The band’s music has dramatically evolved in the last year. The smooth reminiscences of I Was a Fool, accompanied by a guitar mournfully sighing as though trying to fondly recall a bad time, have given way to a funkier and more experimental sound on Come For Me, from the band’s upcoming EP ‘King of the Dudes’, out Jan 19. The guitar riffs tremble confidently, stepping off the gas just long enough for the next one to really slam home.

 

Annie Clark’s guitar is unique. Not just because of the discordant and eclectic sounds she fires out of it, but because she literally designed her own signature Music Man guitar, specifically made for the female body. She dropped out of Berklee College of Music because she didn’t believe that creativity and artistry can be taught, and it’s difficult to argue with the results. After a stint in The Polyphonic Spree and Sufjan Steven’s touring band, she formed St. Vincent in 2006. Their eponymous fourth album was named album of the year by The Guardian, Entertainment Weekly, NME, and Slant. It also won a Grammy for the best alternative album – the first female performer to win it in nearly 20 years. Albertine’s protest still rings true: ‘What about the women!!’

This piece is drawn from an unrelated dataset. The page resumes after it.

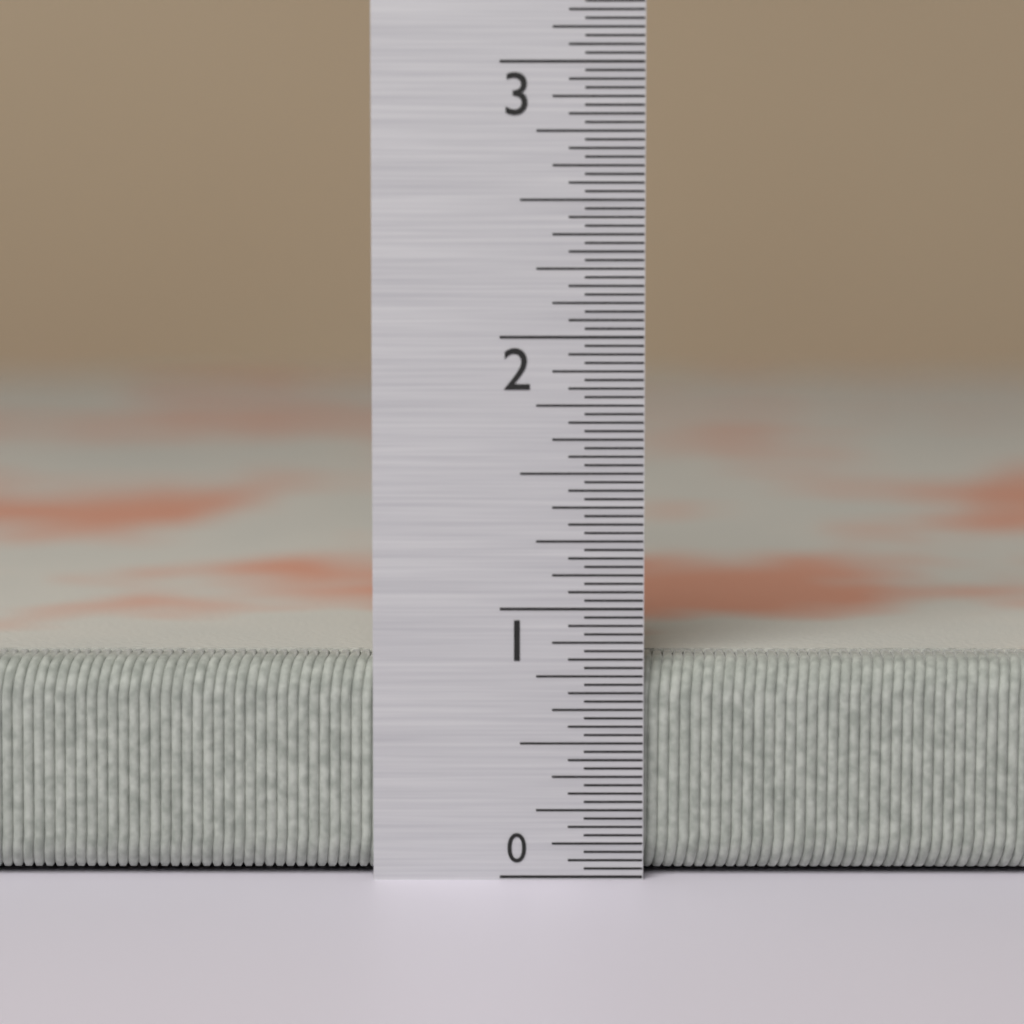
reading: 0.81250 in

And her guitar makes no bones about her talent. It’s obvious from the first chord. In Los Ageless it’s a thumping, destructive fragmentation of Los Angeles and the facts of contemporary living for women, ruthlessly tearing modern beauty to pieces. The guitar flows creatively and fearlessly in its expressions, the lyrics both tormented and delicate: ‘The last days of the sunset superstars / Girls in cages playing their guitars / But how can I leave? / I just follow the hood of my car’. St. Vincent’s music blisters with confidence and poise, not just saying what you can barely believe hasn’t been said before, but saying it in a way you absolutely cannot believe it never has been before.

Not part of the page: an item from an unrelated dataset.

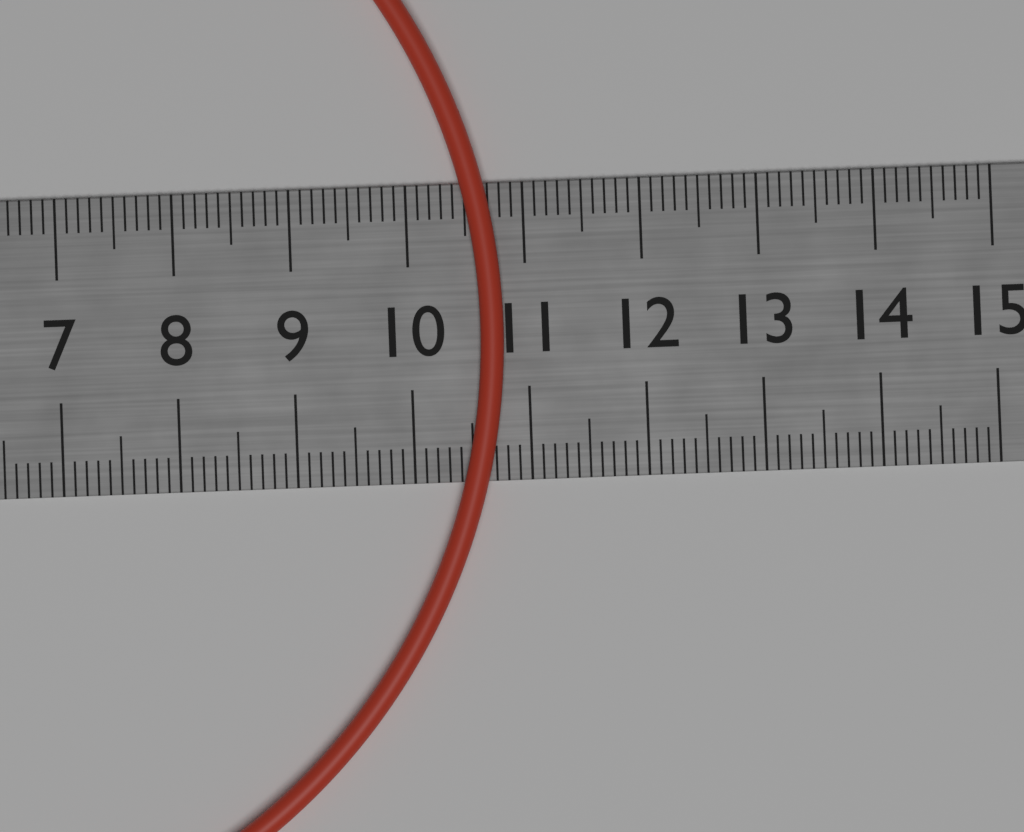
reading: 10.8 cm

Whether they are legends like Sister Rosetta Tharpe or Viv Albertine, or part of the new generation like Black Honey, St. Vincent, Goat Girl, and Sunflower Bean; they are unapologetic, uncompromising, and unashamed. Their attitude is their music, and their music is their attitude. Is there anything cooler than a girl and her guitar? Their work speaks for itself, so go find out.